Thursday, December 27, 2012

Diagnoses of Bipolar Disorder in Children

Reading a book about behavioral economics, I came across some literature references to the over diagnosis of bipolar disorder in children.  A 2007 study  by Moreno and his colleagues at Columbia University and the NIMH, noted the diagnosis of 800,000 children in 2003 alone compared to an annual diagnosis rate of 20,000 children a decade earlier.  This is a shocking, forty-fold increase in the number of cases diagnosed.

The original classification scheme for mental illness was developed in 1920s Germany by a psychiatrist named Emil Kraepelin.  His classification labels included "manic depressive disorder," which has survived today as "bipolar disorder."  Other of Kraeplin's diagnoses did not stand the test of time, and some of his categories, such as "indviduals with distinctly hysterical traits," including "dreamers, poets, swindlers and Jews" were outside of any science or medicine.

Modern professional associations have taken power unto themselves to affect health care costs by defining and classifying medical and psychiatric conditions.  Mental health disorders are governed by the Diagnostic and Statistical Manual of Mental Disorders (DSM-V), which in turn is governed by the American Psychiatric Association.  Over time and intermediate revisions of the DSM, from III to IV, for example, the definitions of bipolar disorder broadened to include vague descriptors of how the patient felt.  Where formerly a prior hospitalization for a manic episode was a prerequisite for a diagnosis, that prerequisite disappeared.

Bipolar disorder became conflated with depression, and this led to the prescription of selective serotonin reuptake inhibitors like Prozac and Zoloft for children and adolescents.
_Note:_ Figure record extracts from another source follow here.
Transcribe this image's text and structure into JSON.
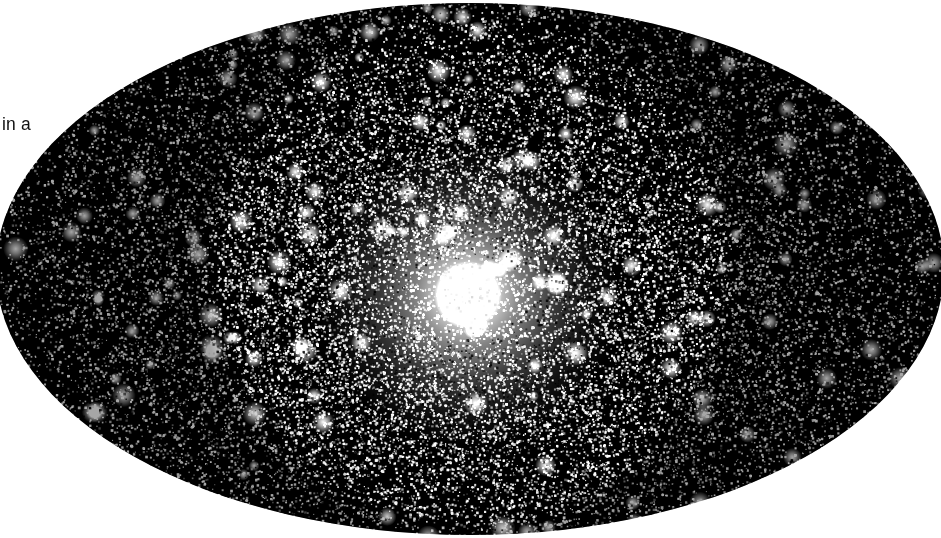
{
  "page": {
    "width": 941,
    "height": 538,
    "background_color": "#ffffff"
  },
  "body_text": {
    "fragment": "in a",
    "color": "#111111",
    "x": 2,
    "y": 113
  },
  "figure": {
    "name": "globular-star-cluster-photograph",
    "shape": "ellipse",
    "background_color": "#000000",
    "star_color": "#ffffff",
    "core_color": "#ffffff",
    "ellipse": {
      "center_x": 470,
      "center_y": 266,
      "radius_x": 474,
      "radius_y": 266
    },
    "core": {
      "center_x": 468,
      "center_y": 292,
      "saturated_radius": 34,
      "glow_radius": 150
    },
    "star_counts": {
      "fine_grain": 52000,
      "resolved_stars": 5200,
      "bright_stars": 240
    },
    "texture": "halftone-dither"
  }
}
Now the pharmaceutical companies saw a large opportunity to expand the use of SSRIs into younger age groups.  Although the prescribing of these powerful compounds is now mainstream, some meta-analysis studies have shown that SSRIs may have little or no therapeutic effect for severe and moderate depression, respectively.

The diagnoses of bipolar disorders can be given by all manner of health care professionals, including medical doctors, psychiatrists, psychologists, counselors, school nurses, and community health educators. For some parents, it comes as a relief to have a label attached to their child's difficult behavior; it can also be a relief to believe that a pill or psychotherapy can solve their problem.
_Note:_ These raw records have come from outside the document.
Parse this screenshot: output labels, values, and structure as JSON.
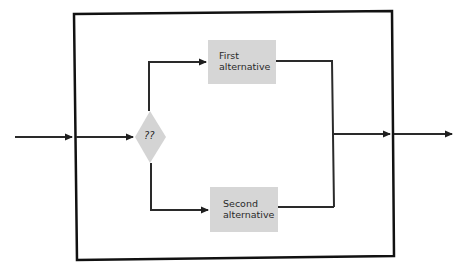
{
  "diagram": {
    "type": "flowchart",
    "decision": {
      "label": "??",
      "shape": "diamond"
    },
    "branches": [
      {
        "id": "first",
        "line1": "First",
        "line2": "alternative"
      },
      {
        "id": "second",
        "line1": "Second",
        "line2": "alternative"
      }
    ],
    "colors": {
      "line": "#1f1f1f",
      "box_fill": "#d6d6d6",
      "diamond_fill": "#d4d4d4",
      "frame": "#111111",
      "background": "#ffffff"
    }
  }
}
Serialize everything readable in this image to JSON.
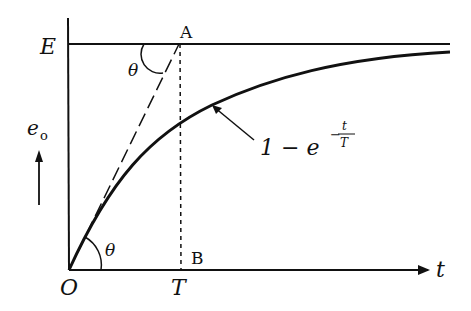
{
  "diagram": {
    "labels": {
      "E": "E",
      "A": "A",
      "B": "B",
      "O": "O",
      "T": "T",
      "t": "t",
      "theta_top": "θ",
      "theta_bottom": "θ",
      "eo_main": "e",
      "eo_sub": "o",
      "curve_formula_prefix": "1 − e",
      "curve_formula_exp_sign": "−",
      "curve_formula_exp_num": "t",
      "curve_formula_exp_den": "T"
    },
    "colors": {
      "ink": "#111111",
      "background": "#ffffff"
    },
    "elements": {
      "y_axis": "vertical axis e_o",
      "x_axis": "horizontal axis t",
      "asymptote": "horizontal line at E",
      "tangent": "dashed tangent line from O to A",
      "vertical_marker": "dotted line from A to B at t = T",
      "curve": "exponential rise 1 - e^(-t/T)"
    }
  }
}
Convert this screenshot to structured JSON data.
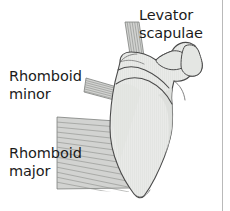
{
  "figure": {
    "background_color": "#ffffff",
    "width": 230,
    "height": 211
  },
  "labels": {
    "levator_scapulae": "Levator\nscapulae",
    "rhomboid_minor": "Rhomboid\nminor",
    "rhomboid_major": "Rhomboid\nmajor"
  },
  "colors": {
    "text": "#1b1b1b",
    "bone_fill": "#e9eae8",
    "bone_outline": "#4a4a4a",
    "bone_shading": "#d6d8d5",
    "muscle_fill": "#d2d3d1",
    "muscle_fiber_line": "#8d8f8c",
    "muscle_outline": "#6f716e",
    "frame_line": "#b9b9b9"
  },
  "structures": [
    {
      "name": "scapula",
      "kind": "bone",
      "label": null,
      "features": [
        "scapular spine",
        "acromion",
        "coracoid process",
        "superior angle",
        "medial border",
        "inferior angle",
        "lateral border"
      ]
    },
    {
      "name": "levator-scapulae",
      "kind": "muscle",
      "label": "Levator scapulae",
      "attachment": "superior angle of scapula",
      "fiber_direction": "vertical",
      "fiber_count": 6
    },
    {
      "name": "rhomboid-minor",
      "kind": "muscle",
      "label": "Rhomboid minor",
      "attachment": "medial border at root of scapular spine",
      "fiber_direction": "oblique",
      "fiber_count": 7
    },
    {
      "name": "rhomboid-major",
      "kind": "muscle",
      "label": "Rhomboid major",
      "attachment": "medial border of scapula below the spine",
      "fiber_direction": "oblique horizontal",
      "fiber_count": 13
    }
  ]
}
Dr. Stuart Kaplan M.D., Professor of Psychiatry at the Penn State College of Medicine, writes,
"Despite the dramatic surge in the rates of diagnosis of bipolar disorder in children, the number of children under 12 who actually have the disorder is rare, according to a recent (2010) report of the highly influential American Psychiatric Association's Diagnostic and Statistical Manual, Fifth Edition (DSM-V)  Child and Adolescent Disorder Work Group.             
The total yearly cost of psychiatric treatment for youth aged one to 24 years was estimated at 18 billion dollars per year in 2007, according to work jointly sponsored by the National Research Council and the Institute of Medicine.  What have we received for the money we have spent studying and treating bipolar disorder in children and adolescents? How much does the misdiagnosis of child bipolar really cost?"
The adoption of Revision V of the DSM will have very significant effects on the growth of health care spending dollars, and yet the seemingly arcane discussions within the APA are barely newsworthy or worthy of critical scrutiny by legislators and disinterested analysts.

Besides the waste of billions of dollars that could be better spent in other ways, children can suffer the effects of being labeled for a condition that may not have; they may also be exposed to powerful drugs that don't benefit them and which could do them harm.

Spending more time on candid, fact-based discussion of issues where billions of dollars are being misdirected  has to be an improvement on the current situation of unfettered, economic self-interest among pharmaceutical companies and mental health practitioners.